Affordable housing development to break ground87th Street project will add 181 units

The Odessa Housing Finance Corporation will break ground Wednesday on the largest affordable housing community built in the city in years, after reconfiguring the project last year and getting new approval from the government financiers.
Planners were sent back to the drawing board on the project early last year after school district officials decided not to lease apartment space for teachers as construction loomed. The housing nonprofit closed financing on the revised project last month.
On Wednesday, officials with the city and the housing nonprofit will announce the start of construction on the first phase of the building on the 48-acre site. That phase includes construction of an apartment complex with 181 units that will serve people who make less than $40,000 per year.
“There’s a huge need for affordable housing,” said Jill Miller, executive director of the organization. “Because even though prices have come down as far as rents go, we are still below market rents on our development.”
Half of the funding for the $33 million project comes from state bonds and a 4 percent tax credit for the apartments. The remainder is funded through a Federal Housing Administration loan.
Meanwhile, housing nonprofit officials hope to begin building two shells for retail businesses that would sit between the apartments and 87th Street. Plans call for seeking businesses such as a grocery store or pharmacy to fill them.
City officials on Wednesday will also dedicate the five roadways within the development in memory of Odessans who died in car wrecks. One of them will be Hunter Miller Way, named for Miller’s 16-year-old son who died in a crash in 2014.
“We just wanted to do a remembrance of everyone and make it a legacy,” Miller said.
Plans call for another memorial in a park inside the development.
Further plans include adding affordable housing for seniors, town homes and single family houses. The nonprofit is applying this year for a more competitive 9 percent tax credit for the senior development.
Rents have since dropped, but cost of living remains high and demand intense, Miller said.
“If the price of oil goes up, then rents go even higher,” Miller said. “And you still have the same people who still qualify. Maintenance workers, municipal workers, teachers’ aides — the people who are at the core of what needs to take place to run a city … Just because the price of oil changes doesn’t mean they are making any more money. The regular people who have regular jobs still need an affordable place to live.”
In a recent interview, Mayor David Turner anticipated a greater need for the city to develop affordable housing in the coming year as the oilfield recovers from a two-year bust.
At the time the organization applied for funding, about 63 percent of the renter population earned less than $40,000 per year in a rental market where less than 10 percent of rental housing is affordably priced, according to the organization.
In December 2015, school officials opted not to follow through with its declared intent to sign a lease in the apartment portion of the project for 60 teachers because they were unsure when the project would be ready and if they could fill it.
Instead, the ECISD board bought the former Gulf Building at 909 W. Second St., adding 31 units to the 16 suites at the Barbara Chancellor House that is also owned by the district.
That forced the housing nonprofit to scale down the apartment complex from 238 units, which required new approval.
The housing development will be beside a retail strip on the growing corridor that includes Hops, Scotch and Vinery Liquor Store and a Domino’s.
The City of Odessa began a project to widen 87th Street about four months ago ahead of developments in the area, which also include the planned Mardis Gras Estates subdivision. Road crews are scheduled to complete the project the spring.
“As a two-lane roadway, 87th, with the current condition it was in, it wouldn’t support the traffic that would be in that area,” the city’s Traffic Operations Superintendent Hal Feldman said last month. “We are trying to be a little proactive in developing this roadway and hopefully have all the roadway there before the development comes, instead of being reactive.”
When the project was announced more than a year ago, some nearby residents said they worried about diminishing property values in addition to the traffic increases the roadwork is meant to address. But city officials and local real estate experts argued that surrounding properties would benefit from the development.
“It’s a good project that they are coming in with,” said District 2 Councilman Dewey Bryant, who was a board member of the nonprofit when it purchased the land for the development about a decade ago. “It’s not cheap, and it’s also in a good area. For the long-range for Odessa, I think it’s excellent … The affordable housing has just such a positive impact. It’s something that people take pride in.”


→ What is needed
Show the lines of the material that contain the word "Builder".

→ Information given

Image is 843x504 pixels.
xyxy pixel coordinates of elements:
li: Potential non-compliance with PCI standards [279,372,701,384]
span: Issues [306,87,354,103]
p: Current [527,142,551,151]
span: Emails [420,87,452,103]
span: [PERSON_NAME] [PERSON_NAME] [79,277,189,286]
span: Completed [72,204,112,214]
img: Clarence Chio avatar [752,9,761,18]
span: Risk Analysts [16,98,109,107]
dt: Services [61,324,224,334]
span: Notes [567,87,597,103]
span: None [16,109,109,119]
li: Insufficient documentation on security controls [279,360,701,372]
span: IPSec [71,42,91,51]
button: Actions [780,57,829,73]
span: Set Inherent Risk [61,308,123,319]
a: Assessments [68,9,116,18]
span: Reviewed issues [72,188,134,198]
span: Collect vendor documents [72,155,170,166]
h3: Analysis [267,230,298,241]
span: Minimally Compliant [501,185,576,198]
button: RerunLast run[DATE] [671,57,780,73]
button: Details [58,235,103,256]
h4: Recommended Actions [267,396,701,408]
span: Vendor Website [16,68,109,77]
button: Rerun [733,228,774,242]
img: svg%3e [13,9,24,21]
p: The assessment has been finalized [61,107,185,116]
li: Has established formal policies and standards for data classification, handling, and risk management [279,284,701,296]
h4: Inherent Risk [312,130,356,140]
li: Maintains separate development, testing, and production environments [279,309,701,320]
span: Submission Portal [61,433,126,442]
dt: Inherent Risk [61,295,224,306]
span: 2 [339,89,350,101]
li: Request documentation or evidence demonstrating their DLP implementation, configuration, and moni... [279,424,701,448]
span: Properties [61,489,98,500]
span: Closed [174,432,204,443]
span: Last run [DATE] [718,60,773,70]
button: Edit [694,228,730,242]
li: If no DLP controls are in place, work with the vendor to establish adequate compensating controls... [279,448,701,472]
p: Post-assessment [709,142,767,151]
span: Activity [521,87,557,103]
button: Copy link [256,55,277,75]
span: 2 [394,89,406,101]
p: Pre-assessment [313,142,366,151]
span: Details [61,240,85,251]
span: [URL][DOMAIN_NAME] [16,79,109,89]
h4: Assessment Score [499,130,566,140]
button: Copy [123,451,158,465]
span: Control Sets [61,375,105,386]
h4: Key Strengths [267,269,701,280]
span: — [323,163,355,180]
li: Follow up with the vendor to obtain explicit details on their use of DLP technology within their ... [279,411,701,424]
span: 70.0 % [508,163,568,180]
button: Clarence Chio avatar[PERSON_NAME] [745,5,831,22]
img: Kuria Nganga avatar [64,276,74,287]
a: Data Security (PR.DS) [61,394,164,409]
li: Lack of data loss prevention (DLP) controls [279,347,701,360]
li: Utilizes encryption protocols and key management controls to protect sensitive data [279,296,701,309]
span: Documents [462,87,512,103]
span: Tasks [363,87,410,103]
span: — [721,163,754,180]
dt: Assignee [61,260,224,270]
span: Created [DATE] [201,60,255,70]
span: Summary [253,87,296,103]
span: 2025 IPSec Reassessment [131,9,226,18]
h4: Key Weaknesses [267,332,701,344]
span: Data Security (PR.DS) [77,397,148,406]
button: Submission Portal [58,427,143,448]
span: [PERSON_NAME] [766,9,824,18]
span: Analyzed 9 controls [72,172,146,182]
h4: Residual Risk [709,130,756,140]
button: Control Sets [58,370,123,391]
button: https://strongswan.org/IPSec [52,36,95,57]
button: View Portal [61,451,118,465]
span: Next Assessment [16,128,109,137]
...
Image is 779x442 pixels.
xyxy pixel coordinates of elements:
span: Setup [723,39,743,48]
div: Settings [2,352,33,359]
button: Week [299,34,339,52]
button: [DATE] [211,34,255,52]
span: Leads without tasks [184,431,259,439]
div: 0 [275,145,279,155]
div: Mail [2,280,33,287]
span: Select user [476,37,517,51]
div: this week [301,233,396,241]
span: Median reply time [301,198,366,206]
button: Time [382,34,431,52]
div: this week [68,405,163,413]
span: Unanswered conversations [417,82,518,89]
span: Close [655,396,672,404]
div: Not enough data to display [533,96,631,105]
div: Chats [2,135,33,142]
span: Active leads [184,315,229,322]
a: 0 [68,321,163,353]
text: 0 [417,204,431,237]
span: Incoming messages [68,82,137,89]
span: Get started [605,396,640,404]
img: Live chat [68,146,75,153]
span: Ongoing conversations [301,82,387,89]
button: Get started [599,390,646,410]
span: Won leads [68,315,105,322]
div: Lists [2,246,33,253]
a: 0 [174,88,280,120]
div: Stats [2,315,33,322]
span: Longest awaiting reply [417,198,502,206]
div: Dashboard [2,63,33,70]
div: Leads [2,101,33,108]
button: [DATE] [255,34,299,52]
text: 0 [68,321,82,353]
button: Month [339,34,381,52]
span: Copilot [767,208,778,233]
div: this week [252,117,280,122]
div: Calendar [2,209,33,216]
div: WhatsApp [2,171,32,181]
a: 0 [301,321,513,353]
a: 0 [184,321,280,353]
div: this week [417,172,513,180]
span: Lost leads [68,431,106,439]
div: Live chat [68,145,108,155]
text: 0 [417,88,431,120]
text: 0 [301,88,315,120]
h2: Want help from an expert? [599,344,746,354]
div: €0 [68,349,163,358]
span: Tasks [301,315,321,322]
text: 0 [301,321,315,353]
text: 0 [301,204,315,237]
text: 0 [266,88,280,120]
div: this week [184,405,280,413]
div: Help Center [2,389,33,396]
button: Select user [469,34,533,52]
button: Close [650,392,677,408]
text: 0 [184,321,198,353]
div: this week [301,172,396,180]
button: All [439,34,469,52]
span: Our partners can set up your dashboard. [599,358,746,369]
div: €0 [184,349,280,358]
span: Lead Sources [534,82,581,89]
--
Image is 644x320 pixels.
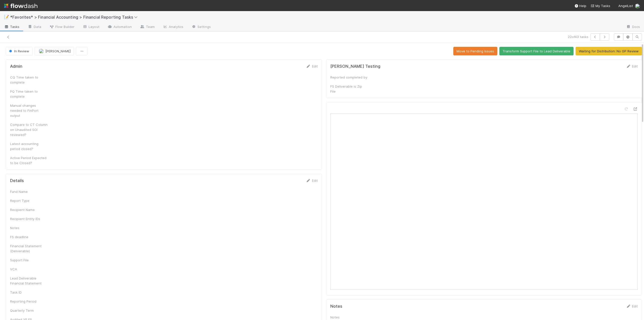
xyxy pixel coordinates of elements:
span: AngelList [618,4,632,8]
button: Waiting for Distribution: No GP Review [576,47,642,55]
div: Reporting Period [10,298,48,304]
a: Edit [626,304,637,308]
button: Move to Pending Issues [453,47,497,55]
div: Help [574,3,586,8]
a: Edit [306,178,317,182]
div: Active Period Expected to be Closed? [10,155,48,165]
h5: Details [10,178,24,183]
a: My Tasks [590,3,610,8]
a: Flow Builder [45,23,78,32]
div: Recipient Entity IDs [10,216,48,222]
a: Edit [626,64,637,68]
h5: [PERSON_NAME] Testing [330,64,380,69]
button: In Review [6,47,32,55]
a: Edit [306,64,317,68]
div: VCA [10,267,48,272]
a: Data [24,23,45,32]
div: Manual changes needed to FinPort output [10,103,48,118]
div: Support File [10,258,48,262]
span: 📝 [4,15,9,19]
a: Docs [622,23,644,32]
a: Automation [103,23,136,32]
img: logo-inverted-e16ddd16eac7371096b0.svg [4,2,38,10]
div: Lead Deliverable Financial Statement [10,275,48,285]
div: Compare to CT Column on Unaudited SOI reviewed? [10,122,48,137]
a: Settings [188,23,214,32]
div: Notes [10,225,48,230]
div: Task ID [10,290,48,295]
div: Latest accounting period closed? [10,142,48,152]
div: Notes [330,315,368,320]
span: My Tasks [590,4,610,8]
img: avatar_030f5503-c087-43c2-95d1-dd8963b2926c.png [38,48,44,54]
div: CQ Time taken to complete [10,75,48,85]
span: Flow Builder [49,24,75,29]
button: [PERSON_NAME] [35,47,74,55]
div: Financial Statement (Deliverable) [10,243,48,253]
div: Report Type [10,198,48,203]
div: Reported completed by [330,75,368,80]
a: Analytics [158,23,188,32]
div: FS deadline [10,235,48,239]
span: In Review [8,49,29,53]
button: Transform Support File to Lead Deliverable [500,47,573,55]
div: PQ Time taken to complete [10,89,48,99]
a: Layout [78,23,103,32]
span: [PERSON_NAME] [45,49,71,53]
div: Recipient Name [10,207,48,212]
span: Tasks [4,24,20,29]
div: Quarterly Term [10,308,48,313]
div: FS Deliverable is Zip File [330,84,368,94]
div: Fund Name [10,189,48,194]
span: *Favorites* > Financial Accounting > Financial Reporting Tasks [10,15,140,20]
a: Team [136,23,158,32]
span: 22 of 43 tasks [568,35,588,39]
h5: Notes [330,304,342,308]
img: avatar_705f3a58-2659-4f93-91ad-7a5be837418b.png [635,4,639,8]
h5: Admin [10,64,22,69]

→ Solution
a: Flow Builder [45,23,78,32]
span: Flow Builder [49,24,75,29]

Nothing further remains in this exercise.